To play devils advocate, I think there’s a point where things are sharp enough and beyond that it doesn’t matter or could even be a detriment. There are thousands of animals that get killed very effectively each year with broadheads that are not as sharp as Iron Wills. Because of the difference in blade steel, they are leaps and bounds above just about everything else on the market so it’s almost unfair to compare others to them. It’s actually the main reason I am not a fan of Iron Wills, combined with their two blade design is they’re essentially too sharp.
I’m sure most of us have cut ourselves with a dull pocket knife. Maybe a few that have also cut themselves with a havalon. Or have had some sort of surgery. Which of the cuts easier to get to stop bleeding? Which close up and begin to heal sooner and more easily? It’s the reason surgeons use scalpels is to cause less tissue damage. But when you’re trying to cause an animal to die from blood loss and internal damage, the tearing and rough cut caused by a dull edge ends up being a good thing, so long as there’s sufficient energy to push it through. And most of us have that in our setups. Remember, we aren’t trying to quarter the whole animal with this blade edge.

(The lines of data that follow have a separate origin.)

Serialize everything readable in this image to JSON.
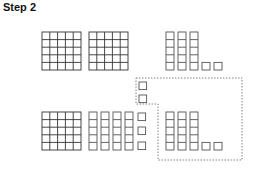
{
  "title": "Step 2",
  "colors": {
    "grid_stroke": "#333333",
    "tower_stroke": "#555555",
    "dotted_stroke": "#666666",
    "background": "#ffffff"
  },
  "top_row": {
    "hundreds_grids": 2,
    "tens_columns": 3,
    "ones_units": 2
  },
  "regrouping_box": {
    "units_moved": 2
  },
  "bottom_row": {
    "hundreds_grids": 1,
    "tens_columns": 4,
    "extra_units_column": 3,
    "boxed_tens_columns": 3,
    "boxed_ones_units": 2
  }
}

We just need it to be sharp enough to penetrate through hide to get the stuff inside and if it can come out the other side, thats even better.
Let me preface this by saying we’re both right, and I’m sure both of our setups kill just fine so really splitting hairs here but here’s my thoughts a bit more in depth.
From a physics and tissue trauma standpoint, sharper is generally better, not worse, assuming the broadhead still has adequate structural integrity. A sharper edge lowers the force required to initiate and continue a cut because it concentrates pressure over a smaller edge radius. That means more of the arrow’s kinetic energy and momentum can be used for penetration instead of being wasted overcoming drag and tissue resistance. In practical terms, that improves penetration and the likelihood of a pass through, especially when hide, fascia, ribs, or less than perfect shot angles are involved.
Where I’d disagree is the idea that a broadhead can be “too sharp” in a way that makes it less lethal. Clean cuts may look less traumatic on the surface, but what kills is getting through tissue and cutting vital structures. If a broadhead slices through lungs, liver, major vessels, or both sides of the chest more efficiently, that is a net positive. The body does not somehow get a free pass because the cut was cleaner.
The surgery comparison also kind of proves the opposite point. Surgeons use scalpels because sharp edges cut with less force and less wasted tissue disruption. That is better for controlled healing in a patient. But in hunting, we are not trying to promote healing, we are trying to maximize penetration and disrupt critical anatomy. Hemorrhage is driven far more by what gets cut and how deep the wound goes than by whether the wound edges are neat or ragged.
A duller edge may tear more, but tearing more only helps if you still get enough penetration to reach the stuff that matters. If increased drag costs you penetration, that is a bad trade. I’d take a sharper head that gets in easier, gets through more animal, and has a better chance of a pass-through every time.
You can absolutely kill animals with less sharp heads. That part is true. But that does not mean less sharp is better. It just means hunting setups often have enough margin to still work. Cheers!